The first and most obvious issue is that the SNP is still prone to doing the thing that hasn’t been working for them for ages now: blaming stuff on the monster of Westminster. It involves a kind of panic (emotion again) that Scottish identity, or Scottish democracy, or Scottish values (whatever they may be) are under threat. But the Scots’ sense of identity was strong before the Act of Union, it was strong after, and it’s strong now. No one is really scared of the monster anymore, so stop doing it.
The other bit of re-tuning that’s required is going to be even harder because it involves accepting that you can fight all you like but the only legitimate and workable route to independence is to stop fighting and start cooperating to build a consensus. The SNP could try to punch and scratch its way to 50.1% but what the party needs to do is return to the idea of a “settled will” – in other words, a solid majority (certainly over 60%) that could be confirmed in a referendum, as it was with devolution in the 90s.
And finally, the SNP needs to tackle the facts on finances, and the border, and public services in a mature and intelligent way (no angel wings).
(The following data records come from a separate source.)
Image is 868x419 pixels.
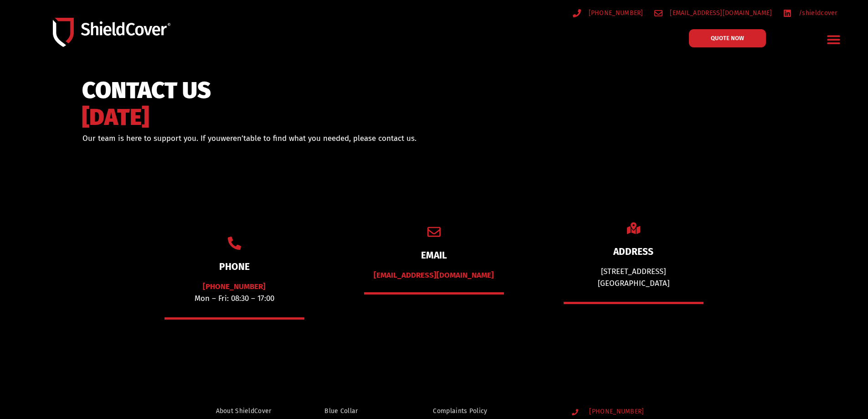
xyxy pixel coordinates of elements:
[53,18,171,47] img: Shield-Cover-Underwriting-Australia-logo-full
[82,133,221,143] span: Our team is here to support you. If you
[796,7,838,19] span: /shieldcover
[325,405,394,417] a: Blue Collar
[667,7,772,19] span: [EMAIL_ADDRESS][DOMAIN_NAME]
[216,405,272,417] span: About ShieldCover
[587,408,644,416] span: [PHONE_NUMBER]
[563,266,704,289] div: [STREET_ADDRESS] [GEOGRAPHIC_DATA]
[216,405,286,417] a: About ShieldCover
[614,246,654,258] a: ADDRESS
[586,7,644,19] span: [PHONE_NUMBER]
[246,133,416,143] span: able to find what you needed, please contact us.
[373,270,494,280] a: [EMAIL_ADDRESS][DOMAIN_NAME]
[165,281,305,304] p: Mon – Fri: 08:30 – 17:00
[654,7,773,19] a: [EMAIL_ADDRESS][DOMAIN_NAME]
[203,282,266,291] a: [PHONE_NUMBER]
[421,250,447,261] a: EMAIL
[219,261,249,273] a: PHONE
[433,405,554,417] a: Complaints Policy
[572,408,684,416] a: [PHONE_NUMBER]
[783,7,838,19] a: /shieldcover
[82,81,211,100] span: CONTACT US
[221,133,246,143] span: weren’t
[824,29,845,50] div: Menu Toggle
[711,35,744,41] span: QUOTE NOW
[689,29,766,47] a: QUOTE NOW
[433,405,487,417] span: Complaints Policy
[325,405,358,417] span: Blue Collar
[573,7,644,19] a: [PHONE_NUMBER]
There was an attempt to do it quite a long time ago now with the Growth Commission report of 2018 which warned that Scottish independence was not a magic wand. It also made a stab at getting people to accept that independence would result in financial pain and austerity, but it never really took off with the SNP for obvious reasons (it doesn’t look good on the posters).
Which only leaves one option in the end, which is to try and sell a more moderate, more realistic form of independence that might attract Middle Scotland. What you’d call it I’m not sure, but it involves more self-government and an extremely close relationship with England analogous to the UK’s former relationship with the EU but even closer, because that’s what makes economic and political sense.
I’m not suggesting it’s something a lot of nationalists would necessarily want to fight for, but I am suggesting that the fighting hasn’t got them very far. So time for something different no?